Dynamic Scaling
Make sure that text effect behave in the same way on every screen resolutions.
Explanation
Your players will most likely have different screen sizes (their devices, from mobile to monitors etc.) which means that moving a letter of "50 pixels" might seem too much or too low, while as a designer you'll want an uniform experience/result for everyone, exactly as you intended. This is why we strongly advise to keep "Use Dynamic Scaling" enabled, and edit values based on your current computer font size (so whatever changes later, it'll keep the same uniform ratio).
In Godot (up to version 4.1.1 included), TextAnimator does not, by default, produce uniform effect results across different screen resolutions (see Documentation). To address this, you have two option:
Use a font scaler with Dynamic Scaling
This is suggested mainly for 3D Scenes.
if you need to adapt to (almost) every screen resolutions, you may want to use our Font Scaler Node in combination with TextAnimator's Dynamic Scaling.

2D Scenes are not automatically scaled to fit the scree like the 3D camera viewport. The solution is Using Canvas Item Stretch Mode.
Reference Font Size: represents the size where objects behave as expected. As a reference, you can pick the font size in your Godot editor while you’re testing things.

Using Canvas Item Stretch Mode
This is suggested mainly for 2D Scenes.
3D Scenes are uneffectd by Canvas Item Strech Mode (see Documentation). Use a font scaler with Dynamic Scaling.
You can force a consistent pixel scale by changing the viewport mode:
How to enable: Navigate to
Project Settings -> Display -> Windowand setStretch mode = Canvas Item.Effect: This maintains your project's base resolution (e.g.
300x200) and stretches it to fit the screen. This method may create black bars on the sides of the screen if the monitor's aspect ratio is different from your base resolution.
Why not using Viewport Stretch Mode?
Although viewport stretch mode resizes the image after the viewport has been drawn on the screen (even for 3D scenes), it can generate aliasing and sub-pixel artifacts.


In the records, each line holding "COMMUNITY" must be reported.
Stored data below:
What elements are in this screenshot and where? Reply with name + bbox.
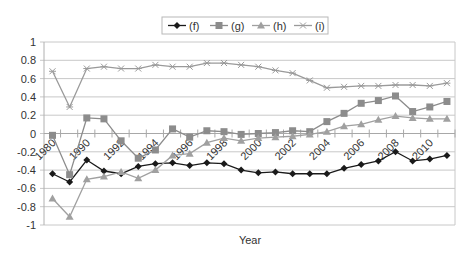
x-tick-label: 2006 <box>341 136 367 162</box>
square-marker <box>49 132 56 139</box>
x-marker <box>100 64 107 70</box>
x-marker <box>358 83 365 89</box>
y-tick-label: 0.2 <box>21 109 36 121</box>
series-line <box>53 63 447 107</box>
y-tick-label: 0.6 <box>21 73 36 85</box>
square-marker <box>203 127 210 134</box>
y-tick-label: 1 <box>30 36 36 48</box>
triangle-marker <box>117 168 125 175</box>
x-axis-title: Year <box>239 234 262 246</box>
x-marker <box>375 83 382 89</box>
y-tick-label: -0.8 <box>17 201 36 213</box>
x-marker <box>341 84 348 90</box>
diamond-marker <box>135 163 142 170</box>
y-tick-label: 0 <box>30 128 36 140</box>
diamond-marker <box>289 170 296 177</box>
legend-label: (g) <box>231 20 244 32</box>
square-marker <box>216 22 223 29</box>
x-marker <box>221 60 228 66</box>
y-tick-label: 0.8 <box>21 54 36 66</box>
square-marker <box>169 125 176 132</box>
x-marker <box>289 70 296 76</box>
x-marker <box>169 64 176 70</box>
x-marker <box>118 66 125 72</box>
x-marker <box>272 67 279 73</box>
square-marker <box>186 134 193 141</box>
series-i <box>49 60 450 110</box>
x-marker <box>443 80 450 86</box>
y-tick-label: -0.6 <box>17 182 36 194</box>
x-tick-label: 2004 <box>307 136 333 162</box>
x-marker <box>152 62 159 68</box>
diamond-marker <box>221 160 228 167</box>
legend-label: (h) <box>273 20 286 32</box>
x-marker <box>409 82 416 88</box>
square-marker <box>358 100 365 107</box>
diamond-marker <box>358 161 365 168</box>
diamond-marker <box>186 162 193 169</box>
diamond-marker <box>306 170 313 177</box>
square-marker <box>323 118 330 125</box>
diamond-marker <box>341 165 348 172</box>
square-marker <box>426 103 433 110</box>
x-marker <box>392 82 399 88</box>
y-tick-label: 0.4 <box>21 91 36 103</box>
y-tick-label: -1 <box>26 219 36 231</box>
square-marker <box>100 115 107 122</box>
square-marker <box>66 171 73 178</box>
x-marker <box>323 85 330 91</box>
x-marker <box>49 68 56 74</box>
diamond-marker <box>426 156 433 163</box>
square-marker <box>152 146 159 153</box>
x-marker <box>426 83 433 89</box>
legend: (f)(g)(h)(i) <box>162 17 328 34</box>
y-tick-label: -0.4 <box>17 164 36 176</box>
diamond-marker <box>443 152 450 159</box>
square-marker <box>135 155 142 162</box>
square-marker <box>392 92 399 99</box>
square-marker <box>118 137 125 144</box>
x-marker <box>203 60 210 66</box>
diamond-marker <box>272 168 279 175</box>
square-marker <box>83 114 90 121</box>
square-marker <box>375 97 382 104</box>
square-marker <box>443 98 450 105</box>
x-marker <box>83 66 90 72</box>
diamond-marker <box>323 170 330 177</box>
x-marker <box>186 64 193 70</box>
chart-canvas: 10.80.60.40.20-0.2-0.4-0.6-0.8-119801990… <box>0 0 470 255</box>
x-marker <box>135 66 142 72</box>
square-marker <box>341 110 348 117</box>
x-marker <box>238 62 245 68</box>
x-marker <box>66 104 73 110</box>
x-tick-label: 2002 <box>272 136 298 162</box>
triangle-marker <box>49 194 57 201</box>
diamond-marker <box>49 170 56 177</box>
legend-label: (i) <box>315 20 325 32</box>
series-h <box>49 112 451 220</box>
diamond-marker <box>238 167 245 174</box>
legend-label: (f) <box>189 20 199 32</box>
x-marker <box>255 64 262 70</box>
series-g <box>49 92 450 178</box>
line-chart: 10.80.60.40.20-0.2-0.4-0.6-0.8-119801990… <box>0 0 470 255</box>
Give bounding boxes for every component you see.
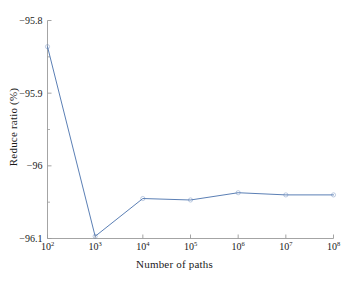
x-tick-label: 104 [136, 240, 150, 252]
y-axis-title: Reduce ratio (%) [7, 88, 19, 166]
tick-marks-group [48, 21, 334, 239]
y-tick-label: −96.1 [19, 233, 42, 244]
chart-figure: −95.8−95.9−96−96.1102103104105106107108 … [0, 0, 349, 282]
axes-group [48, 21, 334, 239]
data-series-group [45, 45, 335, 239]
x-tick-label: 103 [89, 240, 102, 252]
tick-labels-group: −95.8−95.9−96−96.1102103104105106107108 [19, 15, 340, 251]
x-axis-title: Number of paths [0, 258, 349, 270]
x-tick-label: 102 [41, 240, 54, 252]
x-tick-label: 105 [184, 240, 197, 252]
y-tick-label: −96 [27, 160, 43, 171]
x-tick-label: 107 [279, 240, 293, 252]
x-tick-label: 108 [327, 240, 340, 252]
series-line [48, 47, 334, 237]
line-chart-canvas: −95.8−95.9−96−96.1102103104105106107108 [0, 0, 349, 282]
y-tick-label: −95.9 [19, 88, 42, 99]
y-tick-label: −95.8 [19, 15, 42, 26]
y-axis-title-wrapper: Reduce ratio (%) [3, 57, 21, 197]
x-tick-label: 106 [232, 240, 246, 252]
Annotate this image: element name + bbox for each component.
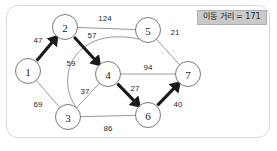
edge-weight-2-5: 124: [98, 14, 112, 23]
node-label-2: 2: [62, 22, 68, 34]
edge-weight-3-4: 37: [81, 87, 90, 96]
path-weight-2-4: 57: [88, 31, 97, 40]
distance-badge: 이동 거리 = 171: [197, 10, 267, 25]
node-label-7: 7: [185, 69, 191, 81]
path-weight-6-7: 40: [174, 100, 183, 109]
node-label-4: 4: [105, 69, 111, 81]
node-label-3: 3: [65, 112, 71, 124]
node-label-1: 1: [25, 66, 31, 78]
edge-weight-4-7: 94: [144, 63, 153, 72]
path-arrow-2-4: [74, 37, 96, 61]
screenshot-root: 1234567 12421948669375947572740 이동 거리 = …: [0, 0, 277, 151]
edge-3-6: [80, 115, 135, 116]
edge-2-5: [77, 27, 135, 29]
edge-weight-3-5: 59: [67, 59, 76, 68]
edge-weight-3-6: 86: [104, 124, 113, 133]
node-label-6: 6: [145, 110, 151, 122]
edge-5-7: [156, 39, 179, 65]
node-label-5: 5: [145, 25, 151, 37]
edge-weight-1-3: 69: [34, 100, 43, 109]
path-weight-1-2: 47: [34, 36, 43, 45]
edge-weight-5-7: 21: [171, 28, 180, 37]
path-weight-4-6: 27: [131, 84, 140, 93]
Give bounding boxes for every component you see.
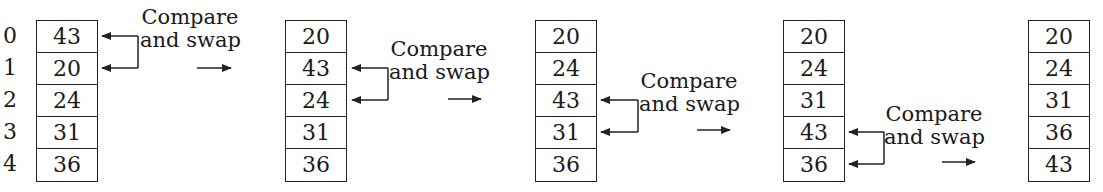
swap-arrows — [0, 0, 1103, 192]
swap-bracket-icon — [849, 132, 975, 164]
swap-bracket-icon — [601, 100, 730, 132]
swap-bracket-icon — [102, 36, 231, 68]
swap-bracket-icon — [352, 68, 481, 100]
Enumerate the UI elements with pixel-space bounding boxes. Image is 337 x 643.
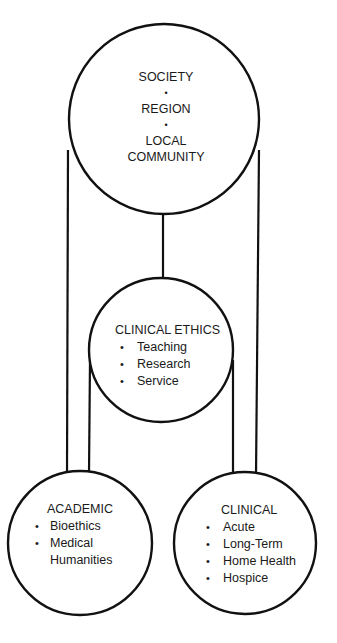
list-item-label: Long-Term	[223, 537, 283, 551]
edge-society-clinical	[256, 150, 259, 476]
society-line-4: COMMUNITY	[127, 149, 204, 165]
list-item: • Hospice	[205, 570, 296, 587]
list-item-label: Humanities	[50, 553, 113, 567]
list-item: • Medical	[34, 535, 113, 552]
society-line-3: LOCAL	[127, 133, 204, 149]
edge-clinical-ethics-academic	[89, 360, 90, 473]
list-item-label: Hospice	[223, 571, 268, 585]
separator-dot: •	[127, 85, 204, 101]
list-item-label: Home Health	[223, 554, 296, 568]
list-item-label: Service	[137, 374, 179, 388]
edge-society-academic	[67, 150, 68, 474]
clinical-ethics-title: CLINICAL ETHICS	[115, 322, 220, 339]
bullet-icon: •	[35, 535, 39, 552]
node-society-label: SOCIETY • REGION • LOCAL COMMUNITY	[127, 69, 204, 165]
society-line-2: REGION	[127, 101, 204, 117]
list-item-label: Research	[137, 357, 191, 371]
node-clinical-ethics-label: CLINICAL ETHICS • Teaching • Research • …	[115, 322, 220, 390]
list-item-label: Acute	[223, 520, 255, 534]
bullet-icon: •	[35, 518, 39, 535]
node-clinical-label: CLINICAL • Acute • Long-Term • Home Heal…	[205, 502, 296, 587]
list-item: • Research	[115, 356, 220, 373]
separator-dot: •	[127, 117, 204, 133]
society-line-1: SOCIETY	[127, 69, 204, 85]
list-item: • Home Health	[205, 553, 296, 570]
clinical-title: CLINICAL	[205, 502, 296, 519]
bullet-icon: •	[120, 356, 124, 373]
bullet-icon: •	[120, 373, 124, 390]
bullet-icon: •	[206, 570, 210, 587]
list-item: • Bioethics	[34, 518, 113, 535]
list-item: • Acute	[205, 519, 296, 536]
bullet-icon: •	[206, 536, 210, 553]
list-item: • Teaching	[115, 339, 220, 356]
bullet-icon: •	[120, 339, 124, 356]
list-item-continuation: Humanities	[34, 552, 113, 569]
bullet-icon: •	[206, 519, 210, 536]
list-item-label: Bioethics	[50, 519, 101, 533]
bullet-icon: •	[206, 553, 210, 570]
list-item: • Long-Term	[205, 536, 296, 553]
node-academic-label: ACADEMIC • Bioethics • Medical Humanitie…	[34, 501, 113, 569]
list-item: • Service	[115, 373, 220, 390]
list-item-label: Teaching	[137, 340, 187, 354]
list-item-label: Medical	[50, 536, 93, 550]
academic-title: ACADEMIC	[34, 501, 113, 518]
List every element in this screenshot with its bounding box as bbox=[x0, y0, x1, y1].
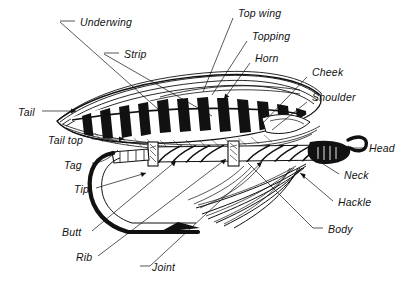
label-butt: Butt bbox=[62, 227, 81, 238]
label-tip: Tip bbox=[74, 184, 89, 195]
label-tail: Tail bbox=[18, 107, 35, 118]
throat-hackle bbox=[196, 164, 306, 228]
fly-anatomy-diagram: Underwing Strip Tail Tail top Tag Tip Bu… bbox=[0, 0, 410, 282]
fly-body-and-hook bbox=[90, 137, 367, 232]
label-joint: Joint bbox=[152, 262, 175, 273]
label-hackle: Hackle bbox=[338, 197, 371, 208]
label-underwing: Underwing bbox=[80, 17, 132, 28]
label-strip: Strip bbox=[124, 49, 147, 60]
label-body: Body bbox=[328, 224, 353, 235]
tag-segment bbox=[112, 149, 149, 163]
label-topping: Topping bbox=[252, 31, 290, 42]
label-cheek: Cheek bbox=[312, 67, 343, 78]
label-neck: Neck bbox=[344, 170, 369, 181]
hook-eye bbox=[348, 137, 366, 151]
label-head: Head bbox=[369, 143, 395, 154]
label-top-wing: Top wing bbox=[238, 8, 281, 19]
body-underfibers bbox=[188, 166, 260, 208]
label-tail-top: Tail top bbox=[48, 135, 83, 146]
fly-head bbox=[308, 141, 351, 164]
label-horn: Horn bbox=[255, 53, 279, 64]
label-shoulder: Shoulder bbox=[312, 92, 356, 103]
label-rib: Rib bbox=[76, 252, 92, 263]
label-tag: Tag bbox=[64, 160, 82, 171]
hook-inner-line bbox=[102, 158, 196, 223]
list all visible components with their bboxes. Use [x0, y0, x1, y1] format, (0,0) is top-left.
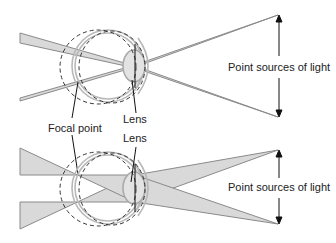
End of Stored data.
* [The completed task]:
society-line-4: COMMUNITY	[127, 149, 204, 165]
node-society-label: SOCIETY • REGION • LOCAL COMMUNITY	[127, 69, 204, 165]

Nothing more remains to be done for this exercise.